Starspots - Transit Depth Relation of the Evaporating Planet Candidate KIC 12557548b
Hajime Kawahara, Teruyuki Hirano, Kenji Kurosaki, Yuichi Ito, and, Masahiro Ikoma

TL;DR
This study analyzes the transit depth variations of the evaporating planet candidate KIC 12557548b, revealing a 30% periodic fluctuation linked to stellar activity, and explores possible atmospheric escape mechanisms.
Contribution
It provides the first detailed time-series analysis of transit depth variations over 3.5 years, correlating atmospheric escape with stellar rotation and activity.
Findings
Transit depth varies periodically with a ~22.8-day cycle.
The variation correlates with the host star's rotation period.

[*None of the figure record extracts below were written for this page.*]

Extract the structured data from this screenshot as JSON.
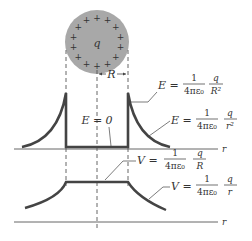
{
  "figure": {
    "sphere": {
      "charge_label": "q",
      "plus_sign": "+",
      "fill": "#a8a8a8"
    },
    "radius_label": "R",
    "axis_label_r": "r",
    "field": {
      "inside_label": "E = 0",
      "surface": {
        "lhs": "E =",
        "num": "1",
        "den": "4πε₀",
        "q": "q",
        "r": "R²"
      },
      "outside": {
        "lhs": "E =",
        "num": "1",
        "den": "4πε₀",
        "q": "q",
        "r": "r²"
      }
    },
    "potential": {
      "inside": {
        "lhs": "V =",
        "num": "1",
        "den": "4πε₀",
        "q": "q",
        "r": "R"
      },
      "outside": {
        "lhs": "V =",
        "num": "1",
        "den": "4πε₀",
        "q": "q",
        "r": "r"
      }
    },
    "colors": {
      "curve": "#444444",
      "axis": "#555555",
      "text": "#333333"
    }
  }
}
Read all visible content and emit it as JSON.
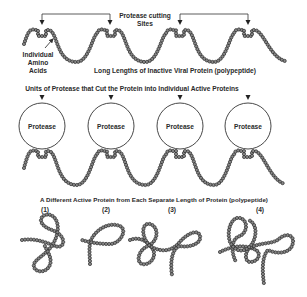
{
  "diagram": {
    "labels": {
      "cutting_sites_line1": "Protease cutting",
      "cutting_sites_line2": "Sites",
      "amino_line1": "Individual",
      "amino_line2": "Amino",
      "amino_line3": "Acids",
      "polypeptide": "Long Lengths of Inactive Viral Protein (polypeptide)",
      "units_heading": "Units of Protease that Cut the Protein into Individual Active Proteins",
      "active_heading": "A Different Active Protein from Each Separate Length of Protein (polypeptide)"
    },
    "protease_units": [
      {
        "label": "Protease"
      },
      {
        "label": "Protease"
      },
      {
        "label": "Protease"
      },
      {
        "label": "Protease"
      }
    ],
    "active_proteins": [
      {
        "number": "(1)"
      },
      {
        "number": "(2)"
      },
      {
        "number": "(3)"
      },
      {
        "number": "(4)"
      }
    ],
    "colors": {
      "bead_fill": "#888888",
      "bead_stroke": "#2a2a2a",
      "line": "#333333",
      "background": "#ffffff"
    }
  }
}
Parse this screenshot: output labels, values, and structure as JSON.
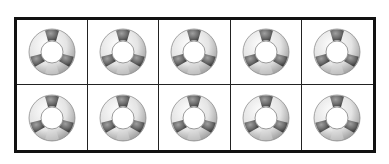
{
  "ten_frame": {
    "rows": 2,
    "columns": 5,
    "cells": [
      {
        "item": "life-ring"
      },
      {
        "item": "life-ring"
      },
      {
        "item": "life-ring"
      },
      {
        "item": "life-ring"
      },
      {
        "item": "life-ring"
      },
      {
        "item": "life-ring"
      },
      {
        "item": "life-ring"
      },
      {
        "item": "life-ring"
      },
      {
        "item": "life-ring"
      },
      {
        "item": "life-ring"
      }
    ],
    "count": 10
  },
  "colors": {
    "border": "#111111",
    "ring_light": "#f2f2f2",
    "ring_dark": "#6e6e6e"
  }
}
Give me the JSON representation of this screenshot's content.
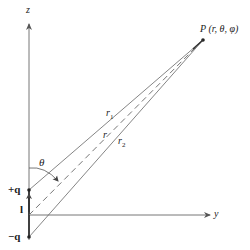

Stellar activity likely influences the planet's atmospheric escape.
Abstract
Violent variation of transit depths and an ingress-egress asymmetry of the transit light curve discovered in KIC 12557548 have been interpreted as evidences of a catastrophic evaporation of atmosphere with dust (M_p gtrsim 1 M_oplus/Gyr) from a close-in small planet. To explore what drives the anomalous atmospheric escape, we perform time-series analysis of the transit depth variation of Kepler archival data for ~ 3.5 yr. We find a ~ 30% periodic variation of the transit depth with P1 = 22.83 pm 0.21 days, which is within the error of the rotation period of the host star estimated using the light curve modulation, Prot = 22.91 pm 0.24 days. We interpret the results as evidence that the atmospheric escape of KIC 12557548b correlates with stellar activity. We consider possible scenarios that account for both the mass loss rate and the correlation with stellar activity. X-ray and…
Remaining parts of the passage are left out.